One hundred times more startups
Recently saw a comment revealing that the math approached singularity: the proper way to put a question can't be understood even after years of studying.
Now I think the same thing is going with programming. The code, or, in general, products, are generated faster than they can be adopted. (Not even read the code, because who cares, but adhered from the user perspective).
Let assume the following simple model.
X - amount of investment into IT startups.
Y - profit from the successful ones.
Z - startup's expenditures i.e. programmers income (for the sake of simplicity, let assume all money are spent for the product development).
n - total number of startups.
If one of ten startups are successful, then
ROI = ( .1 * n * Y - n * Z ) / X
Now, since programming costs dropped, so you can implement the same code 100 times faster, there will be 100 times more startups (n' = 100n). But, because of the market capacity stays the same, only .001 of them will be successful.

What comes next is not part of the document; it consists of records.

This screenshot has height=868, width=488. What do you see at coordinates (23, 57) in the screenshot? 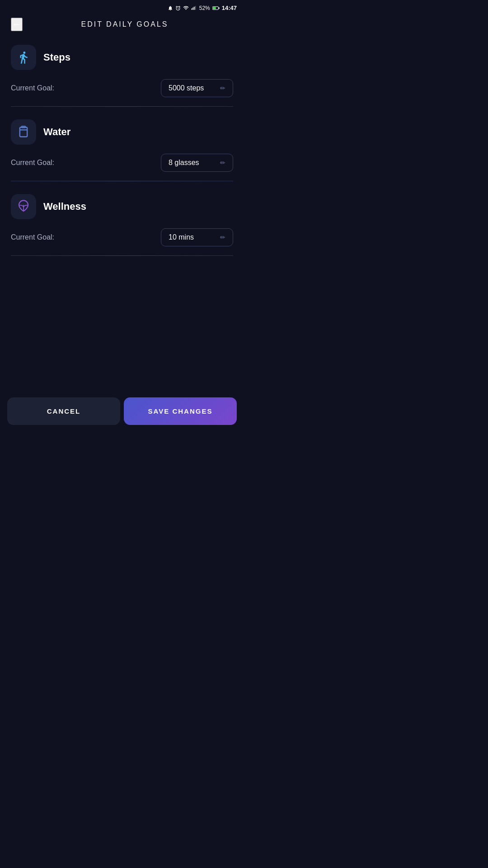
I see `steps-icon` at bounding box center [23, 57].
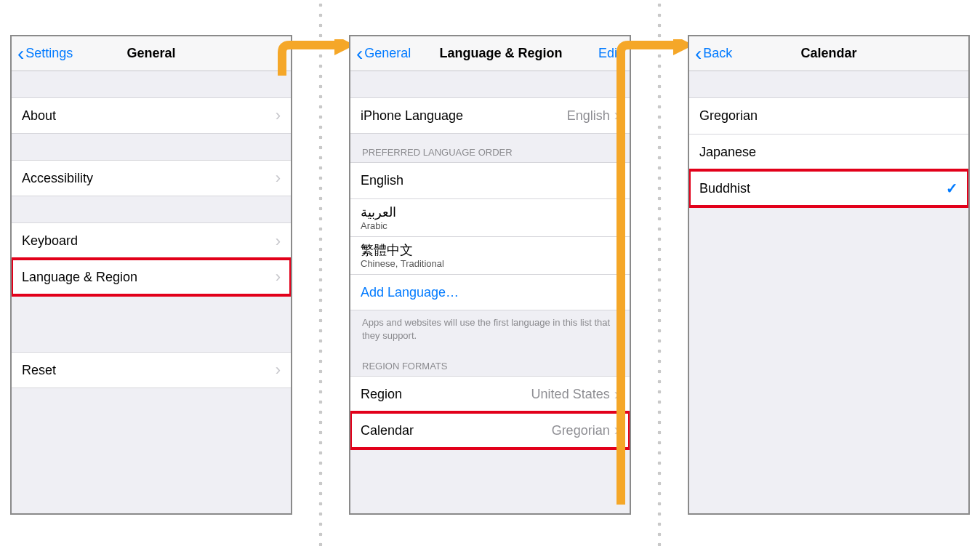 Image resolution: width=980 pixels, height=546 pixels. What do you see at coordinates (571, 394) in the screenshot?
I see `row-value: United States` at bounding box center [571, 394].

ROI = ( .001 * n' * Y - n' * Z' ) / X
If investors want ROI to stay the same, then
Z' = .01 * Z
Programmers are cooked.
Some people think, and I used to think, that agentic coding simply brings efficiency, so you'll just make the same product and get the same value faster.
Like, let say, moving from Assembly to C or from C to Java doesn't diminish programmer's value, it just lowers the learning curve.
But the difference of programming in 1967 and programming in 2017 and the difference of programming in 2017 and programming in 2027 are two different differences. Back in 1960s, programming was a bottleneck. Only the most critical and demanding areas could afford to have a programming solution. So, improving efficiency removed the bottleneck. Now it's not a bottleneck. 90% of the products already coded go to trash, because they are not needed by anyone, or users don't get to know about them. So, improving efficiency doesn't remove the bottleneck, it removes programmers.